Privacy also remains a central point of contention for a device that is designed to be always listening and watching.[1][4] Unlike smartphones, which users generally understand are collecting data through apps, a screenless AI device that relies on environmental awareness raises new ethical questions. OpenAI is reportedly navigating how to implement recording indicators and data processing protocols that satisfy both regulatory requirements and consumer trust. The company is wary of the backlash faced by other AI hardware startups whose products were criticized for being invasive. Given that OpenAI does not yet own its own proprietary cloud hardware infrastructure on the scale of Amazon or Google, building a secure and scalable backend for millions of always-connected personal devices is a monumental task that requires several more years of development.

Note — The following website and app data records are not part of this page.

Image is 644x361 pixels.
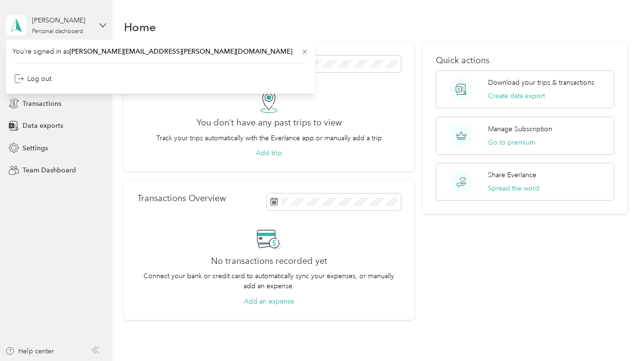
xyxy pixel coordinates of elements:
[489,170,537,180] p: Share Everlance
[12,46,309,57] span: You’re signed in as
[32,15,91,26] div: [PERSON_NAME]
[22,143,48,153] span: Settings
[436,55,614,66] p: Quick actions
[489,91,545,101] button: Create data export
[32,28,83,35] div: Personal dashboard
[138,271,402,292] p: Connect your bank or credit card to automatically sync your expenses, or manually add an expense.
[591,308,644,361] iframe: Everlance-gr Chat Button Frame
[489,124,553,134] p: Manage Subscription
[22,121,63,131] span: Data exports
[69,47,292,55] span: [PERSON_NAME][EMAIL_ADDRESS][PERSON_NAME][DOMAIN_NAME]
[489,138,536,148] button: Go to premium
[22,165,76,175] span: Team Dashboard
[489,77,594,88] p: Download your trips & transactions
[196,118,342,128] h2: You don’t have any past trips to view
[489,183,539,194] button: Spread the word
[138,194,226,204] p: Transactions Overview
[22,99,61,108] span: Transactions
[256,148,282,158] button: Add trip
[14,74,52,84] div: Log out
[5,347,54,357] button: Help center
[211,256,328,267] h2: No transactions recorded yet
[124,22,156,32] h1: Home
[156,133,382,143] p: Track your trips automatically with the Everlance app or manually add a trip
[244,297,294,307] button: Add an expense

The broader implications for the AI industry are profound. The failures of first-generation AI gadgets like the Rabbit R1 and the Humane AI Pin have demonstrated that consumers are not willing to adopt half-baked hardware that merely acts as a physical shortcut to a chatbot. By delaying until 2027, OpenAI is signaling that it intends to bypass the gadget phase and move straight to a transformative platform. This strategy allows the company more time to develop GPT-5 or even more advanced models that possess true agentic capabilities—the ability to perform complex tasks across different services without human intervention. If OpenAI can successfully integrate its software into a bespoke device designed by the world’s most famous industrial designer, it could potentially circumvent the gatekeeping of Apple and Google, which currently control the mobile ecosystems through their respective app stores.
As the tech world looks toward the end of the decade, the 2027 launch window suggests that the next major shift in personal computing is still in its nascent stages. The rebranding effort, while necessitated by a legal dispute, offers OpenAI a chance to distance itself from early prototypes and establish a more sophisticated identity for its physical products.[2] While the absence of a catchy name like io may seem like a temporary setback, the real challenge lies in whether the combined genius of Sam Altman and Jony Ive can produce a device that justifies its existence in a world already dominated by the smartphone. For now, OpenAI remains a software-first giant, with its hardware ambitions serving as a high-stakes, long-term gamble on the future of human-machine interaction.